Ancient and Indigenous Religions
This area surveys the earliest documented and reconstructible religious traditions, from prehistoric and archaic religion through the literate cultures of the ancient Near East to the religious systems of indigenous and oral societies.
Definition
The study of the religions of prehistoric, ancient, and indigenous societies, reconstructed from archaeological, textual, and ethnographic evidence.
Scope
It covers prehistoric and archaic religion inferred from archaeology, the religions of Mesopotamia and Egypt known from texts and monuments, the diverse traditions of indigenous and oral cultures, and recurring forms such as shamanism and animism. The treatment is historical and comparative, describing beliefs, rituals, and institutions and the scholarly debates about them without asserting the truth of any tradition.
Sub-topics
Core questions
- What can material remains tell us about prehistoric religion?
- How were the religions of Mesopotamia and Egypt organized around gods, kingship, and cult?
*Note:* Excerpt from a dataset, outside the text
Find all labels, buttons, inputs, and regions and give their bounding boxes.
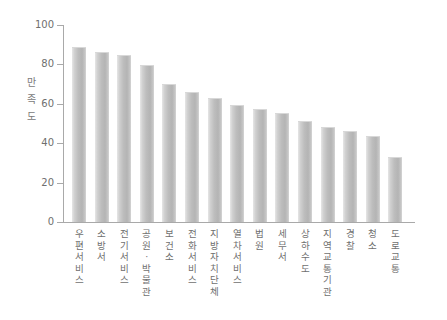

- What characterizes the religions of indigenous and oral societies?
- Are categories such as shamanism and animism useful cross-cultural descriptions?
Key theories
- Morphology of the sacred in early religion
- Eliade's treatment of early religions as expressing recurrent structures of the sacred—cosmogony, sacred space and time, and the symbolism of the centre—reconstructed across the Stone Age and ancient civilizations.
- Polytheism as a coherent religious logic
- Studies of Mesopotamian and Egyptian religion, such as Bottéro's and Hornung's, that interpret ancient polytheism as a structured system relating many gods, cosmic order, and the state rather than as primitive confusion.
History
Scholarly understanding of ancient religion was transformed by the decipherment of cuneiform and hieroglyphs in the nineteenth century and by twentieth-century archaeology and anthropology, while evolutionary schemes that ranked indigenous traditions as 'primitive' have been largely abandoned in favour of contextual, non-hierarchical study.
Debates
- Reconstructing prehistoric belief from material remains
- Because prehistoric peoples left no texts, scholars dispute how far burials, figurines, and cave art license inferences about specific beliefs rather than reflecting modern projection.
Key figures
- Mircea Eliade
- Jean Bottéro
- Erik Hornung
- Edward Burnett Tylor
Related topics
Seminal works
- eliade1976vol1
- bottero2001
- hornung1982
Frequently asked questions
- Why are indigenous religions studied alongside ancient ones?
- They are grouped for convenience as traditions often known partly through non-textual evidence; the grouping is not a claim that indigenous religions are 'older' or less developed than others.
- How do we know anything about prehistoric religion?
- Inferences rest on archaeological evidence such as burials, art, and figurines, interpreted cautiously and often by analogy, since no written sources survive.